The pressure on the New York Police Department to reform its stop-and-frisk program is mounting, led by the New York Civil Liberties Union and other advocates and now the New York Times.
After the NYCLU released a report earlier this month providing a detailed picture of the program, including new insights on its stark racial disparities and its ineffectiveness in recovering illegal firearms, the paper ran this editorial highlighting the findings of the report and calling for reform. Today, the paper followed up with this editorial offering a solution.
As the ACLU has argued and these editorials reflect, NYPD’s stop-and-frisk program is not only deeply disturbing, it’s also ineffective. In 2003 the NYPD stopped 266 New Yorkers for every gun recovered. In 2011, the Department only recovered one gun for every 879 stops.
In fact, of the 685,724 times the NYPD stopped and interrogated individuals last year, nine out of 10 of them were neither arrested nor ticketed. This means that last year over 600,000 innocent New Yorkers were stopped by police officers as they went about their daily business, interrogated and more often than not frisked in front of their neighbors, and then sent on their way without so much as an apology for having been subjected to this stressful, humiliating experience. Worse still, Blacks and Latinos were far more likely to be stopped than whites (they made up 87 percent of the stops) even though they were less likely to be carrying a weapon.
That’s an awful lot of liberty to give up for a program that doesn’t even make us safer.
States the Times, Police Commissioner Raymond Kelly “seems to believe that tinkering at the margins will cure the program’s constitutional flaws. It will not.” Rather, the editorial argues, NYPD officials should put an end to the vague and unlawful criteria used by officers to justify the stops. A “furtive movement,” for instance, or simply being in a “high crime area,” should not be enough to make someone a suspect.
The NYPD should stop violating the rights of hundreds of thousands of people every year and instead turn its attention to fair and effective policing that actually makes us all safer. In other words, it’s time for real reform of the stop-and-frisk program.
If you’re a New Yorker who agrees, join the NYCLU and tens of thousands of people on Father’s Day when we take it to the streets and demand an end to NYPD stop-and-frisk abuse.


- _PROBLEM TO WORK ON_
The result should be an exact copy of the data, free of pictures.

- _INFORMATION SUPPLIED_
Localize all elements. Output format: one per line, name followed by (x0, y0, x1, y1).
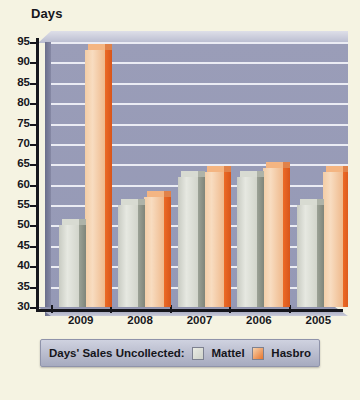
y-axis-tick (30, 103, 38, 105)
bar-side (317, 205, 324, 307)
bar-side (198, 177, 205, 307)
x-axis-label-2005: 2005 (288, 314, 348, 326)
bar-face (204, 172, 224, 307)
bar-side (105, 50, 112, 307)
y-axis-tick-label: 85 (4, 76, 30, 88)
bar-face (323, 172, 343, 307)
bar-mattel-2008 (118, 205, 138, 307)
y-axis-tick-label: 70 (4, 137, 30, 149)
chart-legend: Days' Sales Uncollected: Mattel Hasbro (40, 339, 320, 367)
hasbro-swatch-icon (252, 347, 265, 360)
y-axis-tick (30, 205, 38, 207)
x-axis-label-2007: 2007 (170, 314, 230, 326)
y-axis-title: Days (31, 6, 62, 21)
x-axis-label-2009: 2009 (51, 314, 111, 326)
y-axis-tick-label: 55 (4, 198, 30, 210)
bar-hasbro-2009 (85, 50, 105, 307)
bar-face (237, 177, 257, 307)
bar-face (178, 177, 198, 307)
bar-hasbro-2005 (323, 172, 343, 307)
y-axis-tick-label: 65 (4, 157, 30, 169)
y-axis-tick-label: 95 (4, 35, 30, 47)
y-axis-line (36, 38, 39, 312)
bar-hasbro-2006 (263, 168, 283, 307)
bar-side (283, 168, 290, 307)
x-axis-line (38, 309, 343, 312)
bar-face (144, 197, 164, 307)
bar-face (263, 168, 283, 307)
y-axis-tick (30, 164, 38, 166)
bar-face (297, 205, 317, 307)
bar-mattel-2009 (59, 225, 79, 307)
y-axis-tick (30, 144, 38, 146)
y-axis-tick-label: 80 (4, 96, 30, 108)
bar-side (164, 197, 171, 307)
y-axis-tick (30, 62, 38, 64)
y-axis-tick-label: 60 (4, 178, 30, 190)
y-axis-tick (30, 225, 38, 227)
y-axis-tick-label: 40 (4, 259, 30, 271)
bar-side (138, 205, 145, 307)
bar-face (85, 50, 105, 307)
legend-title: Days' Sales Uncollected: (49, 347, 185, 359)
plot-canvas (51, 42, 348, 307)
y-axis-tick (30, 83, 38, 85)
y-axis-tick (30, 287, 38, 289)
y-axis-tick-label: 30 (4, 300, 30, 312)
bar-hasbro-2007 (204, 172, 224, 307)
bar-mattel-2005 (297, 205, 317, 307)
y-axis-tick (30, 246, 38, 248)
plot-area (38, 31, 348, 316)
y-axis-labels: 3035404550556065707580859095 (0, 0, 30, 400)
mattel-swatch-icon (192, 347, 205, 360)
bar-face (118, 205, 138, 307)
bar-side (343, 172, 348, 307)
bar-side (79, 225, 86, 307)
x-axis-label-2008: 2008 (110, 314, 170, 326)
legend-label-hasbro: Hasbro (271, 347, 311, 359)
bar-side (257, 177, 264, 307)
y-axis-tick (30, 124, 38, 126)
y-axis-tick-label: 35 (4, 280, 30, 292)
y-axis-tick-label: 90 (4, 55, 30, 67)
x-axis-tick (51, 305, 53, 313)
y-axis-tick-label: 75 (4, 117, 30, 129)
y-axis-tick-label: 50 (4, 218, 30, 230)
bar-face (59, 225, 79, 307)
days-sales-uncollected-chart: Days 3035404550556065707580859095 200920… (0, 0, 360, 400)
x-axis-label-2006: 2006 (229, 314, 289, 326)
bar-mattel-2007 (178, 177, 198, 307)
y-axis-tick (30, 307, 38, 309)
y-axis-tick (30, 42, 38, 44)
y-axis-tick (30, 185, 38, 187)
bar-side (224, 172, 231, 307)
y-axis-tick-label: 45 (4, 239, 30, 251)
legend-label-mattel: Mattel (211, 347, 244, 359)
y-axis-tick (30, 266, 38, 268)
bar-hasbro-2008 (144, 197, 164, 307)
bar-mattel-2006 (237, 177, 257, 307)
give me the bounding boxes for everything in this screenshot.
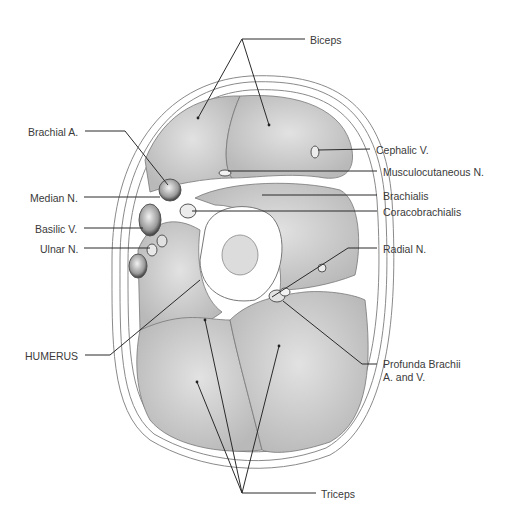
label-profunda-brachii-line1: Profunda Brachii (383, 358, 461, 370)
label-musculocutaneous-nerve: Musculocutaneous N. (383, 166, 484, 178)
label-ulnar-nerve: Ulnar N. (40, 243, 79, 255)
humerus-bone (200, 207, 282, 301)
label-brachial-artery: Brachial A. (28, 126, 78, 138)
label-coracobrachialis: Coracobrachialis (383, 206, 461, 218)
label-humerus: HUMERUS (25, 350, 78, 362)
arm-cross-section-illustration (0, 0, 511, 527)
label-cephalic-vein: Cephalic V. (376, 144, 429, 156)
label-brachialis: Brachialis (383, 190, 429, 202)
label-triceps: Triceps (321, 488, 355, 500)
label-biceps: Biceps (310, 34, 342, 46)
label-basilic-vein: Basilic V. (35, 223, 77, 235)
label-profunda-brachii-line2: A. and V. (383, 371, 425, 383)
label-radial-nerve: Radial N. (383, 243, 426, 255)
label-median-nerve: Median N. (30, 192, 78, 204)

- _ANSWER SECTION_
Localize all elements. Output format: one per line, name followed by (x0, y0, x1, y1).
y-axis-tick (30, 103, 38, 105)
bar-side (317, 205, 324, 307)
bar-side (198, 177, 205, 307)
x-axis-label-2005: 2005 (288, 314, 348, 326)
bar-face (204, 172, 224, 307)
bar-side (105, 50, 112, 307)
y-axis-tick-label: 85 (4, 76, 30, 88)
bar-face (323, 172, 343, 307)
bar-mattel-2008 (118, 205, 138, 307)
y-axis-tick-label: 70 (4, 137, 30, 149)
chart-legend: Days' Sales Uncollected: Mattel Hasbro (40, 339, 320, 367)
hasbro-swatch-icon (252, 347, 265, 360)
y-axis-tick (30, 205, 38, 207)
x-axis-label-2007: 2007 (170, 314, 230, 326)
y-axis-title: Days (31, 6, 62, 21)
x-axis-label-2009: 2009 (51, 314, 111, 326)
y-axis-tick-label: 55 (4, 198, 30, 210)
bar-hasbro-2009 (85, 50, 105, 307)
bar-face (237, 177, 257, 307)
bar-face (178, 177, 198, 307)
bar-hasbro-2005 (323, 172, 343, 307)
y-axis-tick-label: 65 (4, 157, 30, 169)
y-axis-tick-label: 95 (4, 35, 30, 47)
y-axis-line (36, 38, 39, 312)
bar-hasbro-2006 (263, 168, 283, 307)
bar-side (283, 168, 290, 307)
x-axis-line (38, 309, 343, 312)
bar-face (144, 197, 164, 307)
bar-face (263, 168, 283, 307)
y-axis-tick (30, 164, 38, 166)
bar-face (297, 205, 317, 307)
bar-mattel-2009 (59, 225, 79, 307)
y-axis-tick (30, 144, 38, 146)
y-axis-tick-label: 80 (4, 96, 30, 108)
bar-side (164, 197, 171, 307)
y-axis-tick (30, 62, 38, 64)
y-axis-tick-label: 60 (4, 178, 30, 190)
y-axis-tick (30, 225, 38, 227)
y-axis-tick-label: 40 (4, 259, 30, 271)
bar-side (138, 205, 145, 307)
bar-face (85, 50, 105, 307)
legend-title: Days' Sales Uncollected: (49, 347, 185, 359)
plot-canvas (51, 42, 348, 307)
y-axis-tick (30, 83, 38, 85)
y-axis-tick (30, 287, 38, 289)
y-axis-tick-label: 30 (4, 300, 30, 312)
bar-hasbro-2007 (204, 172, 224, 307)
bar-mattel-2005 (297, 205, 317, 307)
y-axis-tick (30, 246, 38, 248)
plot-area (38, 31, 348, 316)
y-axis-labels: 3035404550556065707580859095 (0, 0, 30, 400)
mattel-swatch-icon (192, 347, 205, 360)
bar-face (118, 205, 138, 307)
bar-side (343, 172, 348, 307)
bar-side (79, 225, 86, 307)
x-axis-label-2008: 2008 (110, 314, 170, 326)
legend-label-hasbro: Hasbro (271, 347, 311, 359)
bar-side (257, 177, 264, 307)
y-axis-tick (30, 124, 38, 126)
y-axis-tick-label: 35 (4, 280, 30, 292)
y-axis-tick-label: 90 (4, 55, 30, 67)
x-axis-tick (51, 305, 53, 313)
y-axis-tick-label: 75 (4, 117, 30, 129)
y-axis-tick-label: 50 (4, 218, 30, 230)
bar-face (59, 225, 79, 307)
days-sales-uncollected-chart: Days 3035404550556065707580859095 200920… (0, 0, 360, 400)
x-axis-label-2006: 2006 (229, 314, 289, 326)
bar-mattel-2007 (178, 177, 198, 307)
y-axis-tick (30, 307, 38, 309)
y-axis-tick (30, 42, 38, 44)
y-axis-tick (30, 185, 38, 187)
bar-side (224, 172, 231, 307)
y-axis-tick-label: 45 (4, 239, 30, 251)
legend-label-mattel: Mattel (211, 347, 244, 359)
y-axis-tick (30, 266, 38, 268)
bar-hasbro-2008 (144, 197, 164, 307)
bar-mattel-2006 (237, 177, 257, 307)
give me the bounding boxes for everything in this screenshot.
label-profunda-brachii-line1: Profunda Brachii (383, 358, 461, 370)
label-musculocutaneous-nerve: Musculocutaneous N. (383, 166, 484, 178)
label-ulnar-nerve: Ulnar N. (40, 243, 79, 255)
humerus-bone (200, 207, 282, 301)
label-brachial-artery: Brachial A. (28, 126, 78, 138)
label-coracobrachialis: Coracobrachialis (383, 206, 461, 218)
label-humerus: HUMERUS (25, 350, 78, 362)
arm-cross-section-illustration (0, 0, 511, 527)
label-cephalic-vein: Cephalic V. (376, 144, 429, 156)
label-brachialis: Brachialis (383, 190, 429, 202)
label-triceps: Triceps (321, 488, 355, 500)
label-biceps: Biceps (310, 34, 342, 46)
label-basilic-vein: Basilic V. (35, 223, 77, 235)
label-profunda-brachii-line2: A. and V. (383, 371, 425, 383)
label-radial-nerve: Radial N. (383, 243, 426, 255)
label-median-nerve: Median N. (30, 192, 78, 204)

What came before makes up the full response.